Boycott backlash begins

June 8, 2007

Overseas condemnation of Britain and spectre of sanctions looms. Nathan Jeffay and Melanie Newman report

UK academics faced an unprecedented backlash this week as a threatened boycott of Israeli universities raised the spectre of international sanctions against British goods and research.

The Israeli Government, an American research foundation and lawyers on both sides of the Atlantic are lined up to sink any boycott of Israeli academe stemming from a motion passed at the inaugural congress of the University and College Union.

But while the global backlash gained momentum, UCU officials were unable to clarify exactly what implications, if any, the 158 to 99 vote in favour of a boycott motion at last week's congress would have for UK universities and academics. It raises the possibility that, having sparked a major international outcry, a boycott may fail to materialise.

On Monday, the Knesset, Israel's parliament, began debating a draft law that could see British imports to Israel labelled, "This country is involved in an anti-Israeli boycott". This followed a letter to British academe from Elizabeth Goldhirsh of the US-based Goldhirsh Foundation, which funds research into brain cancer, saying it had been considering opening its grant applications to UK researchers but would now be no longer be able to do so.

In the UK, Anthony Julius, a lawyer at London-based Mishcon de Reya who acted for the late Diana, Princess of Wales in her divorce from Prince Charles, said he had teamed up with top American lawyer Alan Dershowitz to fight the proposed boycott.

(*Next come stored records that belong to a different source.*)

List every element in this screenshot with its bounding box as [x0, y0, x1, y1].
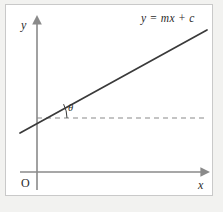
angle-theta-label: θ	[68, 103, 73, 114]
x-axis-label: x	[198, 179, 203, 191]
angle-arc-group	[64, 104, 67, 118]
y-axis-label: y	[21, 19, 26, 31]
equation-label: y = mx + c	[141, 13, 195, 25]
angle-arc	[64, 104, 67, 118]
origin-label: O	[21, 177, 30, 189]
figure-screenshot: y x O y = mx + c θ	[0, 0, 223, 212]
graph-canvas	[0, 0, 223, 212]
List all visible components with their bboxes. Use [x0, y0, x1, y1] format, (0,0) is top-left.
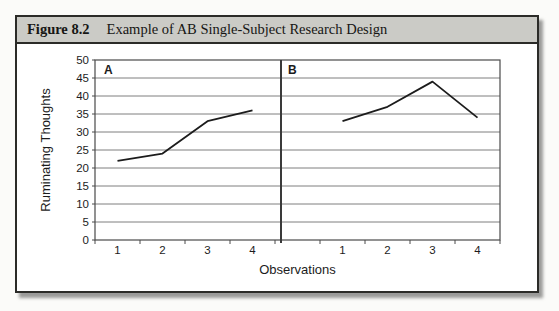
y-axis-title: Ruminating Thoughts [38, 88, 53, 212]
xtick-label-b: 2 [384, 244, 390, 256]
xtick-label-a: 4 [249, 244, 256, 256]
ytick-label: 15 [76, 180, 89, 192]
xtick-label-b: 4 [474, 244, 481, 256]
ytick-label: 5 [83, 216, 89, 228]
gridlines [95, 78, 500, 222]
xtick-label-b: 3 [429, 244, 435, 256]
figure-header: Figure 8.2 Example of AB Single-Subject … [17, 17, 537, 44]
figure-box: Figure 8.2 Example of AB Single-Subject … [15, 15, 539, 293]
ab-chart: A B 50 45 40 35 30 25 20 15 10 5 0 1 2 3… [17, 44, 537, 291]
ytick-label: 0 [83, 234, 89, 246]
xtick-label-a: 3 [204, 244, 210, 256]
xtick-label-a: 1 [114, 244, 120, 256]
ytick-label: 30 [76, 126, 89, 138]
panel-a-label: A [104, 63, 113, 77]
xtick-label-b: 1 [339, 244, 345, 256]
series-a-line [118, 110, 253, 160]
ytick-label: 20 [76, 162, 89, 174]
x-axis-title: Observations [259, 262, 336, 277]
xtick-label-a: 2 [159, 244, 165, 256]
figure-number: Figure 8.2 [27, 21, 90, 38]
ytick-label: 35 [76, 108, 89, 120]
ytick-label: 45 [76, 72, 89, 84]
chart-area: A B 50 45 40 35 30 25 20 15 10 5 0 1 2 3… [17, 44, 537, 291]
ytick-label: 40 [76, 90, 89, 102]
series-lines [118, 82, 478, 161]
ytick-label: 10 [76, 198, 89, 210]
figure-title: Example of AB Single-Subject Research De… [107, 21, 388, 38]
panel-b-label: B [288, 63, 297, 77]
ytick-label: 50 [76, 54, 89, 66]
ytick-label: 25 [76, 144, 89, 156]
series-b-line [343, 82, 478, 122]
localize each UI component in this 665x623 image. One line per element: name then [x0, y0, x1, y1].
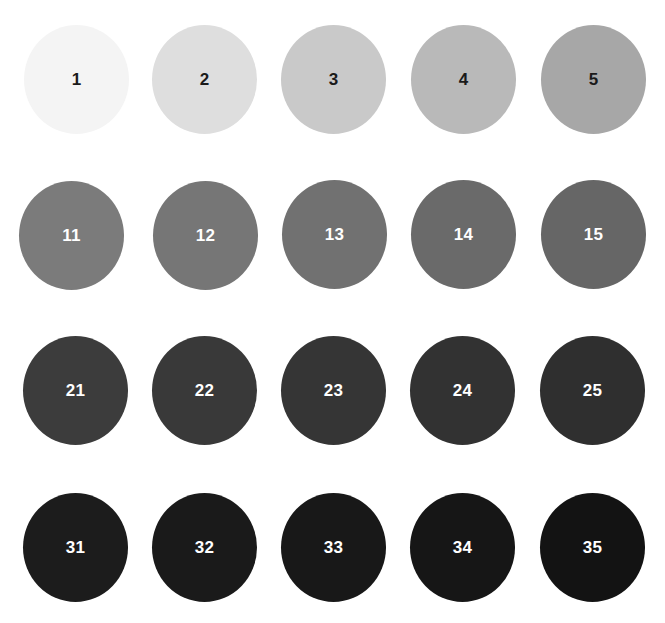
swatch-33: 33	[281, 493, 386, 602]
swatch-label: 1	[72, 70, 82, 90]
swatch-label: 11	[62, 226, 80, 246]
swatch-34: 34	[410, 493, 515, 602]
swatch-label: 2	[200, 70, 210, 90]
swatch-15: 15	[541, 180, 646, 289]
swatch-35: 35	[540, 493, 645, 602]
swatch-22: 22	[152, 336, 257, 445]
swatch-12: 12	[153, 181, 258, 290]
swatch-label: 24	[453, 381, 472, 401]
swatch-25: 25	[540, 336, 645, 445]
swatch-14: 14	[411, 180, 516, 289]
swatch-label: 25	[583, 381, 602, 401]
swatch-label: 23	[324, 381, 343, 401]
swatch-label: 33	[324, 538, 343, 558]
swatch-32: 32	[152, 493, 257, 602]
grayscale-swatch-grid: 1 2 3 4 5 11 12 13 14 15 21 22 23 24 25	[0, 0, 665, 623]
swatch-label: 32	[195, 538, 214, 558]
swatch-5: 5	[541, 25, 646, 134]
swatch-3: 3	[281, 25, 386, 134]
swatch-label: 21	[66, 381, 85, 401]
swatch-1: 1	[24, 25, 129, 134]
swatch-label: 31	[66, 538, 85, 558]
swatch-label: 13	[325, 225, 344, 245]
swatch-label: 14	[454, 225, 473, 245]
swatch-label: 22	[195, 381, 214, 401]
swatch-label: 35	[583, 538, 602, 558]
swatch-label: 3	[329, 70, 339, 90]
swatch-label: 15	[584, 225, 603, 245]
swatch-label: 12	[196, 226, 215, 246]
swatch-24: 24	[410, 336, 515, 445]
swatch-label: 5	[589, 70, 599, 90]
swatch-2: 2	[152, 25, 257, 134]
swatch-11: 11	[19, 181, 124, 290]
swatch-21: 21	[23, 336, 128, 445]
swatch-label: 34	[453, 538, 472, 558]
swatch-23: 23	[281, 336, 386, 445]
swatch-label: 4	[459, 70, 469, 90]
swatch-31: 31	[23, 493, 128, 602]
swatch-4: 4	[411, 25, 516, 134]
swatch-13: 13	[282, 180, 387, 289]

Speaking exclusively to The Times Higher , Mr Julius, who is also a visiting professor at Birkbeck, University of London, said: "The vote has stimulated a great sense of solidarity among distinct constituencies. The overwhelming majority of Jews find the motion repellent, academics recoil from the double standards in the resolution and the threat to academic freedom, and people who are neither Jews nor academics see this activity for what it is: generated by malice and hatred for Israel."

Professor Dershowitz, Felix Frankfurter professor of law at Harvard University, has promised to visit financial and legal ruin on any UK academic supporting a boycott.

Speaking in this week's Times Higher , Professor Dershowitz likened the boycott to the treatment of Jewish students and faculty in Nazi Germany. He promised "extraordinarily punitive" sanctions against those involved in boycotting.

Tom Hickey, chair of Brighton University's UCU branch and proposer of the boycott motion, said that the vote would enhance the international reputation of British academics.

"We have shown that we are not separating ourselves in an ivory tower but using our scholarly judgment to improve the world," he told The Times Higher .

Ian McDonald, a senior lecturer from Brighton University who supported the UCU motion, said: "We have to challenge the notion that to be anti-Zionist is to be anti-Semitic."